The Whitewater Common Council met briefly last night, 10.20.20. The agenda for the meeting is available, and a recording of the session appears above.

Two different topics are worth noting (for different reasons): autumn leaf collection and a building rehabilitation project.

A few remarks — 

1. Leaf collection. The city has many homes & apartments, the homes & apartments have yards, the yards have trees, and as most trees shed their leaves in the fall, the city collects bagged leaves from residents’ yards. (Video, 08:55.) It’s a government service, but a small, innocuous, helpful one. In a time of walls and cages and paramilitary federal agents, leaf collection is more than a service – its a kind of balm.

If all government were so small and simple – and it is not – one would have far fewer concerns.

2. A Community Development Investment Grant from the WEDC. Council unanimously approved a grant application for the rehabilitation of a commercial building at 183 W. Main Street (the storefront shop at that location sells antiques). (Video, 12:00.)  The grant covers a portion of the rehabilitation cost.

In the video embedded above, slides show the expected difference between the current building and an architect’s rendering of a rehabilitated one – if the finished work looks as illustrated, it will be a significant improvement.
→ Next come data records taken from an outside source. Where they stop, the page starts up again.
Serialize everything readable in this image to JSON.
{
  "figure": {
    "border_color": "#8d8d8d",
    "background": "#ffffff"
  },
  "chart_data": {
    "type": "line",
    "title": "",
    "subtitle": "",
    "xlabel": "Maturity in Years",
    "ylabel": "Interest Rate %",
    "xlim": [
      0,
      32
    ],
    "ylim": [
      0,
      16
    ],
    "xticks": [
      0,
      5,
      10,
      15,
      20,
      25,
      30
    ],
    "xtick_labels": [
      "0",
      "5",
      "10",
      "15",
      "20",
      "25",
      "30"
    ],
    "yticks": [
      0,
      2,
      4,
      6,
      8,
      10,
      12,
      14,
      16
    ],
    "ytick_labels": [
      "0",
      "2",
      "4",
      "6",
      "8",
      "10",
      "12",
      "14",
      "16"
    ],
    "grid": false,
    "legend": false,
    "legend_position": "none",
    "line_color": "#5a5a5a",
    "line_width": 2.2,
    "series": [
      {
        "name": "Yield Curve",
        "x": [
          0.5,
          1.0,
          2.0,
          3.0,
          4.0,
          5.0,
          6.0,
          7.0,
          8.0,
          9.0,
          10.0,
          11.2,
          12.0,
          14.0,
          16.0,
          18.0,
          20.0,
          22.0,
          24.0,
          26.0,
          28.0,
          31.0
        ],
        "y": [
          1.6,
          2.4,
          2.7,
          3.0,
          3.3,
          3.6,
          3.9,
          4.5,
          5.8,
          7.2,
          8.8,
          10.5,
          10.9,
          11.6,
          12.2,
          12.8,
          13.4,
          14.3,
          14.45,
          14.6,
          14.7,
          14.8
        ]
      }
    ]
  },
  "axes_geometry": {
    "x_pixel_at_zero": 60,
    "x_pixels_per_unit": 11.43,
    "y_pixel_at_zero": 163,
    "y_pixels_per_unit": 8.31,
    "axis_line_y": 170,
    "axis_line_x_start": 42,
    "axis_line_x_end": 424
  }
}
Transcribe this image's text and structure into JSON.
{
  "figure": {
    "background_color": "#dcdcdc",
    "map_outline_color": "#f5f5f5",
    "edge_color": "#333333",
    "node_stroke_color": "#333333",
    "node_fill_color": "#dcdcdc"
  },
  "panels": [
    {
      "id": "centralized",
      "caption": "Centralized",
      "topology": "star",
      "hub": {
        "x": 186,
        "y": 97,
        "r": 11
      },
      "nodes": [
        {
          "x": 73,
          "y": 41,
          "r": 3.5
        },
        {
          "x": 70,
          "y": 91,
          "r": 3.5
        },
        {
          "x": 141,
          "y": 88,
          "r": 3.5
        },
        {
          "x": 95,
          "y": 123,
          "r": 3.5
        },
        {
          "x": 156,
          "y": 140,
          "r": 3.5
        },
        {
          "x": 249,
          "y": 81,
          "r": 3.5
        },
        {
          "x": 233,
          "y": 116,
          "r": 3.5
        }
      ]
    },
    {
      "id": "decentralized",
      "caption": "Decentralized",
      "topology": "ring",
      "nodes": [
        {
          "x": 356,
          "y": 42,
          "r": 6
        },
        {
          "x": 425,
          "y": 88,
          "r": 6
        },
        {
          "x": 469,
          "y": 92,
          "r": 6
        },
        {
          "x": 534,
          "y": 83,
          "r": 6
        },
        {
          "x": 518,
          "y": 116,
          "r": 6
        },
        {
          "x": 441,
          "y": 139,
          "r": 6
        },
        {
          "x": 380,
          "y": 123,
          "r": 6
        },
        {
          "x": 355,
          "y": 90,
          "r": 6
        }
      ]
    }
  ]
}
If there men and women outside the city who wish to rehabilitate properties, they should be encouraged to do so. If there are people who outside the city who have rehabilitated nearly a dozen properties, they should be encouraged to look at a dozen more. (Whitewater does not lack for properties in need.)

It is a measure of our unfortunate local condition that we’ve not a market strong enough to encourage private investment without government grants.

It is a measure of our unfortunate local own condition that we’ve not more local developers doing something like this.

It is a measure of decades-long failure that since its founding in 1983 the Whitewater Community Development Authority has not ‘developed’ this market so that individual and household incomes would be closer to the national average (rather than low-income across many demographics), allowing – among many things – that Whitewater’s own residents would be able to undertake more projects of rehabilitation in their own city.